In his talk about the “conciliation between science and philosophy under generic
conditions” (PHILOSOPHIE NON-STANDARD, 72) Laruelle maintains a certain
ambiguity about primacy, as he wants both to keep a scientific reference and to
de-mathematicize scientific notions such as the quantum, in order to turn them into
stylistic approaches, rather than retaining them as substantial functions. So, there
is a transfer of meaning here, but Laruelle claims that this is not a metaphor.
One way of explaining Laruelle’s seemingly paradoxical position would be to say
that it is rather the mathematization that is metaphorical, as the style of thought
came first. This would be to claim that science in the making (or generic science)
has primacy (or what he calls “pre-priority”) whereas the function (whether it is
mathematically expressed or not) belongs to determinate sciences, or to science
made.
"There is only one way to escape from the circles of Hell, and that is to
transform them by their collision into means of escape" (PHILOSOPHIE NON-
STANDARD, 11).
When Laruelle does not talk about Deleuze’s philosophy directly this allows it to
permeate all of his work as a Deleuzian undulation. When Laruelle does refer to
Deleuze’s thought explicitly it is transformed into a particle and rejected.
In this quote from the first introduction to NON-STANDARD PHILOSOPHY we can
see the Deleuzian tenor of Laruelle’s non-standard philosophy, Laruelle’s “Hell” by
superposition of closed circles is the equivalent of Deleuze and Guattari’s “Black
Hole”, itself a construct of superposition. There is the same desire, in both
philosophies, to escape from such enclosure and the same means are employed:
transformation by collision and undulation (Laruelle), transformation by encounter
and variation (Deleuze and Guattari).
Over and over we see Laruelle’s massive indebtedness to Deleuze combined with
a fierce and damning critique. Laruelle famously said in an interview “Laruelle does
not exist”, to refute accusations of solipsistic mastery. The conclusion that we may
draw is that Deleuze too does not exist.
However, even this affirmation was borrowed from Deleuze and Guattari’s
RHIZOME, where they declare that their own existence is not a determinate state of
affairs: “Not a matter of reaching the point where one no longer says I, but the point
where saying I or not no longer has any importance”.
Overturning Plato’s elitist “Let no one ignorant of geometry enter here”, Laruelle
democratically declares “Anyone who is ignorant of geometry can enter here”
(10) but warns that they must “be ready to grapple with a formalism that is
conceptual rather than mathematical”. Such a “conceptual formalism” is to be
met without fear, and we are invited to “let go at the very heart of the work" (10,
italics in the original) and to "stop fantasizing over the difficulties".

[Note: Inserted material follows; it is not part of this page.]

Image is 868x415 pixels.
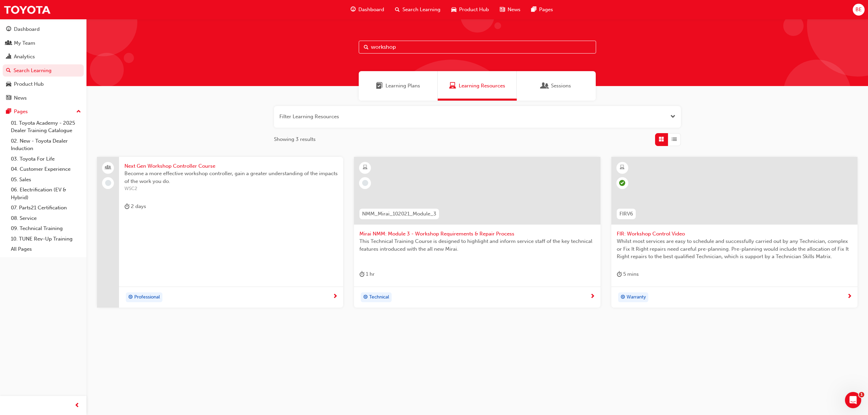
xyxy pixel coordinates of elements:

This is what Laruelle calls the “paradox of non-philosophy”. The aim is the
simplicity of lived openness, but in order to combat closed thinking and living a
certain degree of semantic complexity is necessary:
"In order to rid itself of philosophical sufficiency … it must mobilize a whole
complex ... apparatus, make its operations visible by a type of precision entirely
other than the phenomenological" (10).
We cannot, Laruelle warns us, dissolve our problems easily and quickly by mere
contemplation, we need to arrange conceptual collisions, but only by letting go and
"floating".
Can the principle of sufficiency that reigns over a discipline be overcome from
within that discipline itself? Laruelle's critique of the principle of philosophical
sufficiency, as expressed in his non-philosophy, seemed to come from a position
outside philosophy. Only retroactively did he come to understand that he was not
situated in some radical other to philosophy, but rather that he was operating on
the basis of a “non-standard” philosophy. “Non-” is not the same as “exo-“, nor
“ex-“.
Laruelle calls Badiou “philo-rigid”. (Note: This epithet echoes the recurrent critique
of various public figures, most famously of the socialist candidate Lionel Jospin
before the Presidential elections of 2002, as “psycho-rigid”). He contrasts Badiou’s
set theoreticism with his own quantum approach. Once again Laruelle is arguing
from privilege. He privileges physics over mathematics, quantum mechanics over
set theory, and his own quantizing over Badiou’s infinitizing.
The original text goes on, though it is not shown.